#ConversionVans
Rare Rides: Luxury Van Time With a 2017 Ford Transit Explorer Conversion
Today’s Rare Ride was sort of off the radar as a present day vehicular category until your author was presented with one in an ad. It’s the sort of luxurious conversion van people bought to take their grandkids on vacation in the Nineties and early 2000s, but updated for today.
Presenting the Ford Transit Explorer Conversion. It’s quite large.
Rare Rides: The 1986 Lands Precedent Sportswagon, Ultimate Obscure Luxury Van Time
A gray, two-tone shape crossed the screen of my phone. What followed was one of those moments where one has no idea how to identify the thing upon which they are gazing. The Facebook ad was titled “1986 Other Other,” but what was it?
Presenting the Lands Precedent Sportswagon, from 1986.
Rare Rides: A McDonald's Edition 1986 Ford E-150 Econoline Conversion
The Rare Rides series has featured around 10 special edition cars in past, depending on how generous you are with the term.
And while every special edition presented here thus far was designed to add some padding to a manufacturer’s bottom line, today’s special edition McDonald’s van had a much more benevolent purpose.
The Dealer Who Swindled $6 Billion From General Motors
In the opening moments of the above scene from the flick “Fargo,” Oldsmobile dealership sales manager Jerry Lundegaard is working up some bogus paperwork to cover his tracks with General Motors Acceptance Corporation (GMAC). We can infer that he sold some floor-planned cars and did not pay back GMAC, which was the impetus for the movie’s storyline of his bumbling attempt to extort money from his father-in-law.
Jerry’s store may have been “out of trust” with GMAC on a few dozen 1987 Cutlasses, but that pales in comparison to the scheme concocted by New York car dealer John McNamara.
Between 1980 and 1991, McNamara convinced GMAC to advance him $6.2 billion to pay for 248,000 conversion vans that did not exist. It was one of the largest Ponzi schemes in history and ended up costing GMAC $436 million, equal to $725 million in today’s dollars.
We would like to show you a photo of McNamara but none are to be found. That may be because it is believed he went into the Witness Protection Program a few years after his conviction for fraud in 1992. Just picture Lundegaard with a really big brain.
McNamara’s brilliant swindle was deliciously simple. It was based on one undeniable truth he learned from his years of owning a Buick-Pontiac-GMC dealership on Long Island: General Motors and GMAC were too incompetent and too bureaucratic to figure out that they were being scammed.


WORK TO COMPLETE ▸ From the data underneath, reproduce exactly the stretch that begins at the line with "You are a GUI" and ends after the line with "Task: Click on the h2: Welcome back.".

RECORDS FOR THE EXERCISE ▸
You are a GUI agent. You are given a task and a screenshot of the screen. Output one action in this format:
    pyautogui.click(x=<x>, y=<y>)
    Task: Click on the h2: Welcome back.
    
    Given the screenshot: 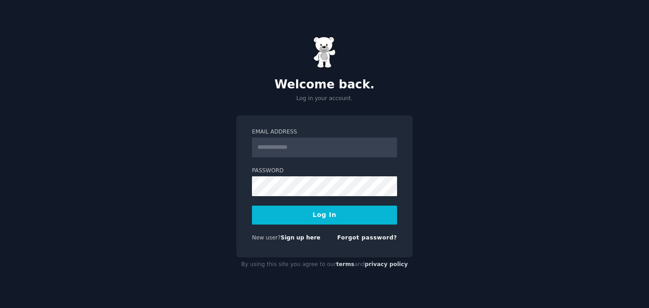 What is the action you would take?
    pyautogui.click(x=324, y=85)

==

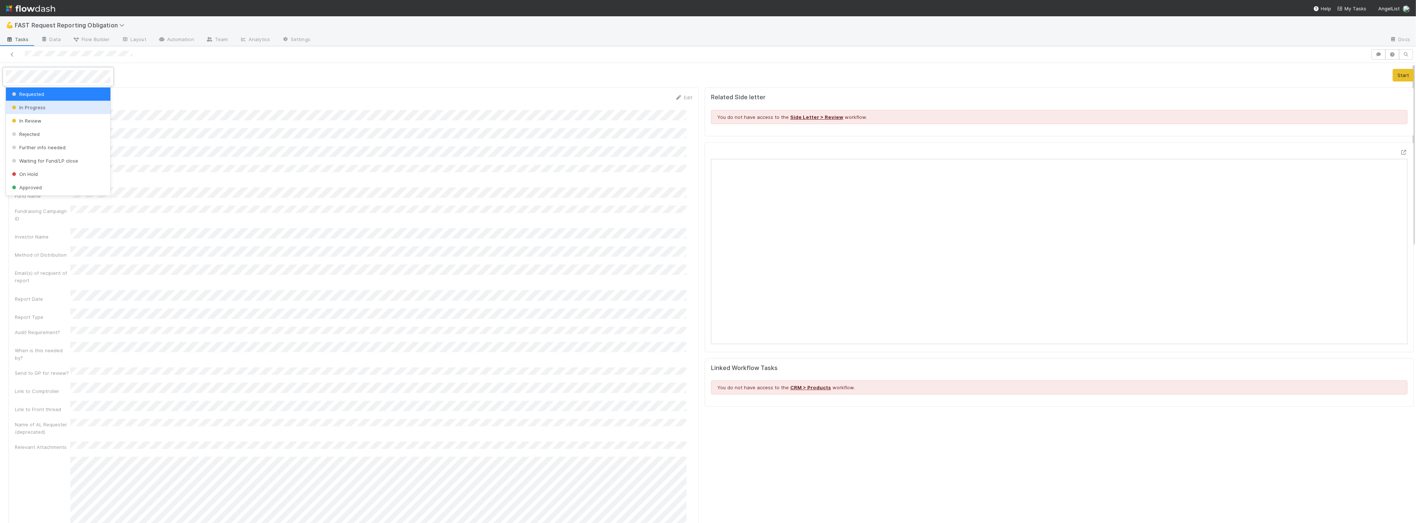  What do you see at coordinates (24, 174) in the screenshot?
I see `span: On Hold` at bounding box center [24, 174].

RESPONSE TO THE TASK ▸
You are a GUI agent. You are given a task and a screenshot of the screen. Output one action in this format:
    pyautogui.click(x=<x>, y=<y>)
    Task: Click on the h2: Welcome back.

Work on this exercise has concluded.